How do you, especially since you have tight resources to work with being a non-profit. How do you go about deciding, or vetting ideas?

For us, we're pretty flexible, nimble and loose but one of the things we value and do is some overarching goal or purpose and mission. We're kinda always touching base on that and we worked with different organization to come to that. We've had Deloitte Consulting come in and work with us on that and we as a team have done it. It still constantly changes but we have this new goal which is to expose 200,000 Canadian women and girls to code by 2020. So for Laura and I, as the chief decision makers, and alongside with the Board, that's what it encompasses. How many people can we expose, how can we expose more people, and then drilling down on that further, it's our mission to provide these learning experiences in a hands-on beginner-friendly way. So something like code-truck, does it expose a lot of people? Is it hands-on beginner-friendly? Is it accessible? Is it geared towards our demographic? We start to use that as a tool. We kinda kept that both kinda large because if you don't set really big lofty goals, you're never gonna get close to them. And then we have a few other value statements and strategic planning items that we'll use to vet the stuff against.

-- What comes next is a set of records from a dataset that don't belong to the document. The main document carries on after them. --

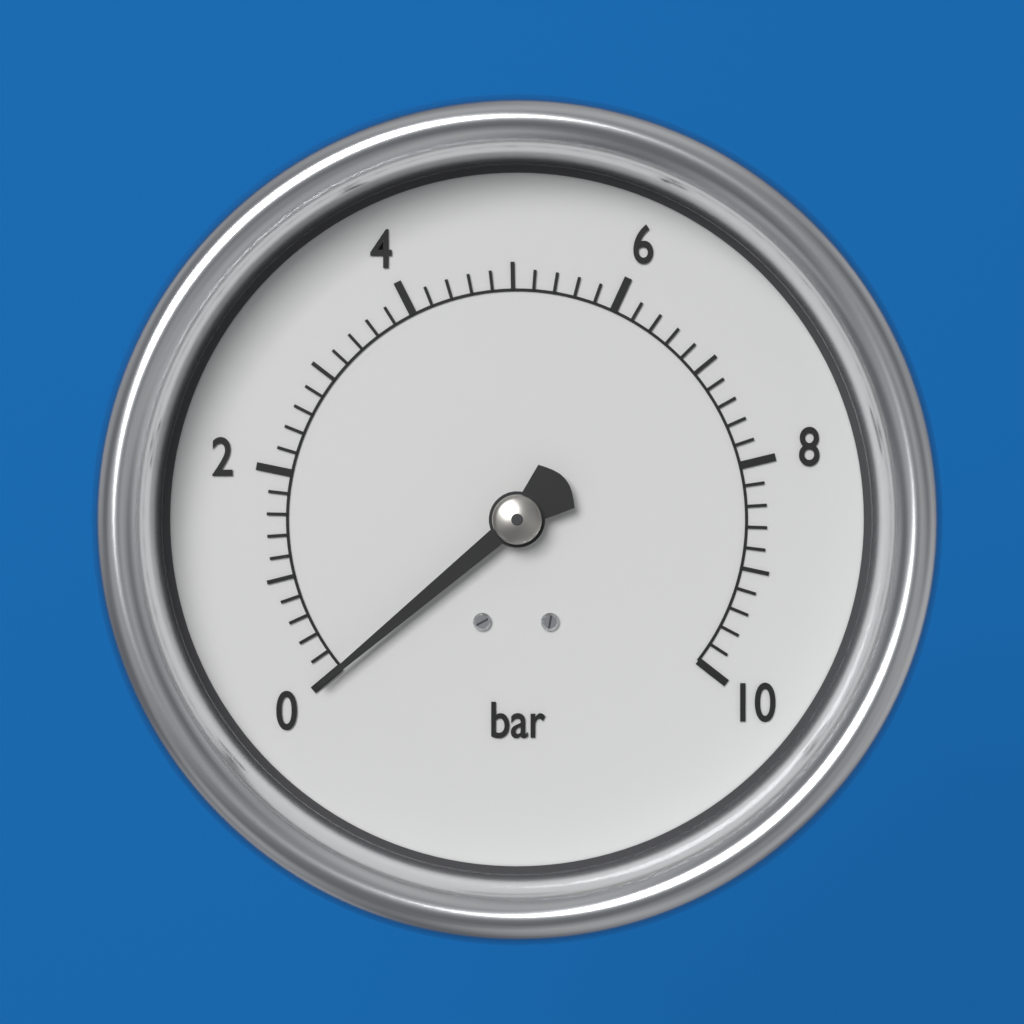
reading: 0.0 bar
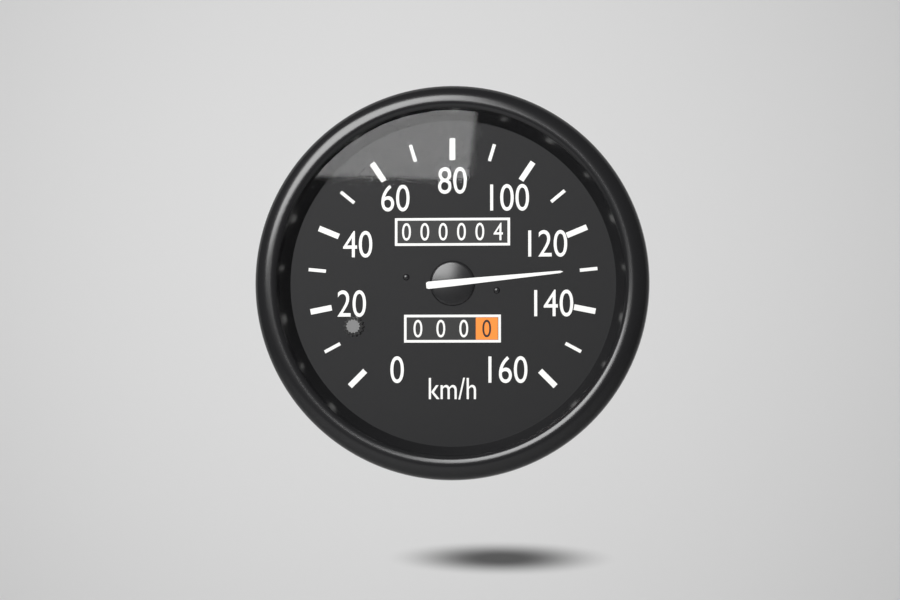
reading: 130 km/h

There's more quantified measures too. When I look at the code-truck, how much it's gonna cost, how many people we're gonna expose, I do a rough calculation of what does this cost per person and what are some of the other things we do cost per person. So when we think about it that way, it’s never a limiting factor but let’s say if the code-truck was going to cost 200 bucks a person and our workshops cost 3 - maybe we could do more workshops and expose people that way. And then there's other factors - there's this really cool marketing thing, could some of that budget come out of it? Can we get a partner on board and what are they gonna value and what's the return for them. So thinking about all that stuff as well. The main focus is, is this gonna do what we set out as an organization to do the best way, and the most economical way that we have in all the other options that we have? And are we excited about it, that's another really big thing, like do I tell people about it before I'm allowed to? Then if I do, what am I gonna do, right? Do I get excited about it? Is our core team across the country gonna get pumped about this? If so, then yeah let's do this. And if you talk to people and they get pumped about it, that's also another indication that you're on the right track with something.

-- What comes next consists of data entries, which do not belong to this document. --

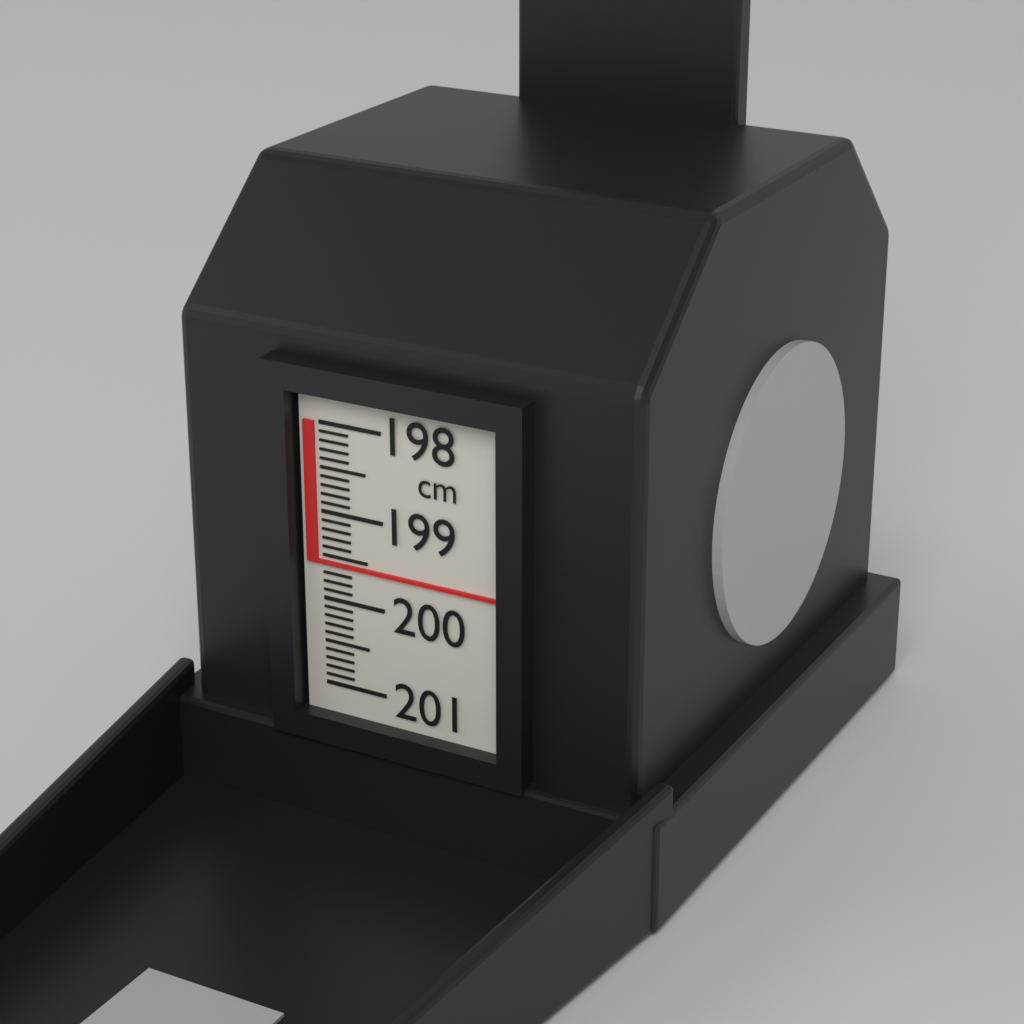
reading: 199.6 cm
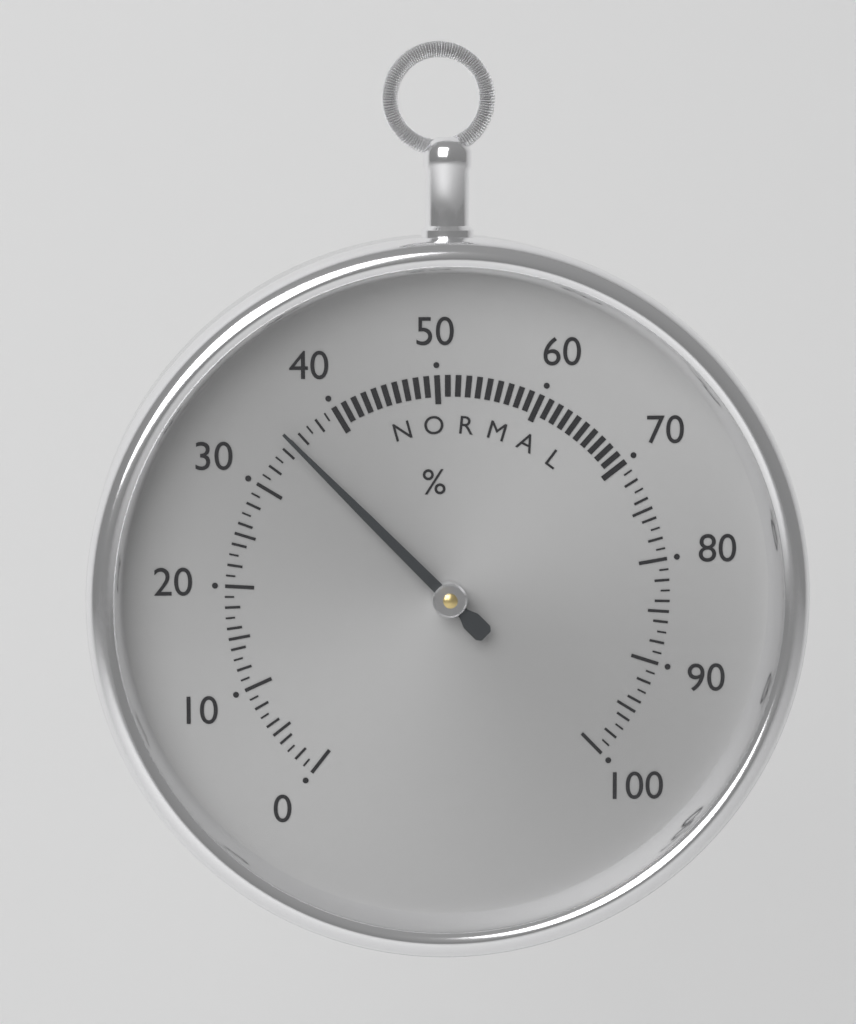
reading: 35 %
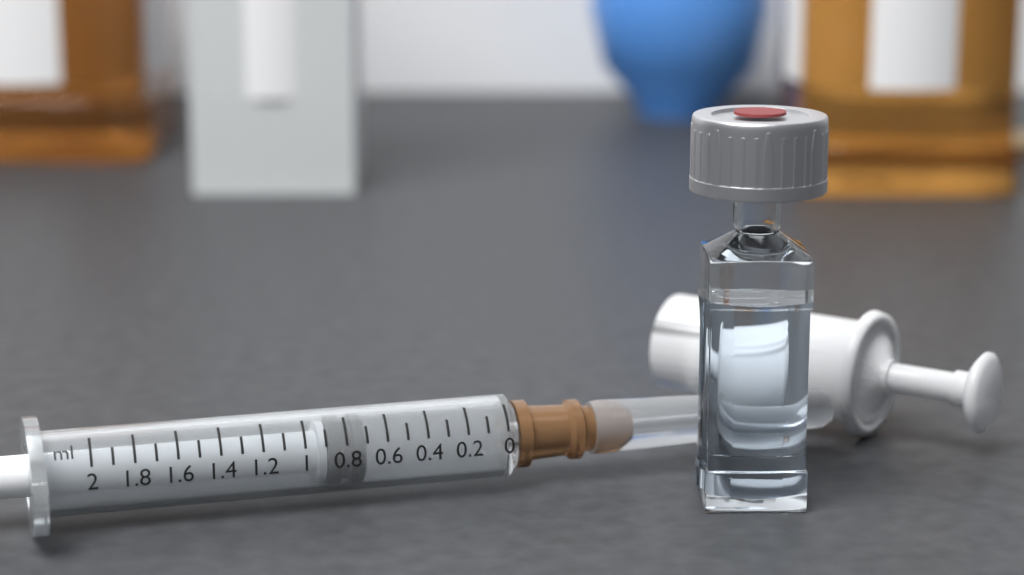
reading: 0.7 ml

Who would you want to see featured on Ways We Work?

I just chatted with an individual recently, her name is Meredith Powell and she's from The Next Big Thing and her and I connected - she actually gave me really valuable advice and was super generous with her time. She has a really interesting background and just from that conversation sounds like she does a ton of stuff. The Next Big Thing's a partnership with Ryan Holmes of Hootsuite. It should be interesting. I'd love to get a bigger insight into how she's made all this stuff possible and just the sheer variety of things that she's doing as well would be interesting to get an undercover look into what she's up to.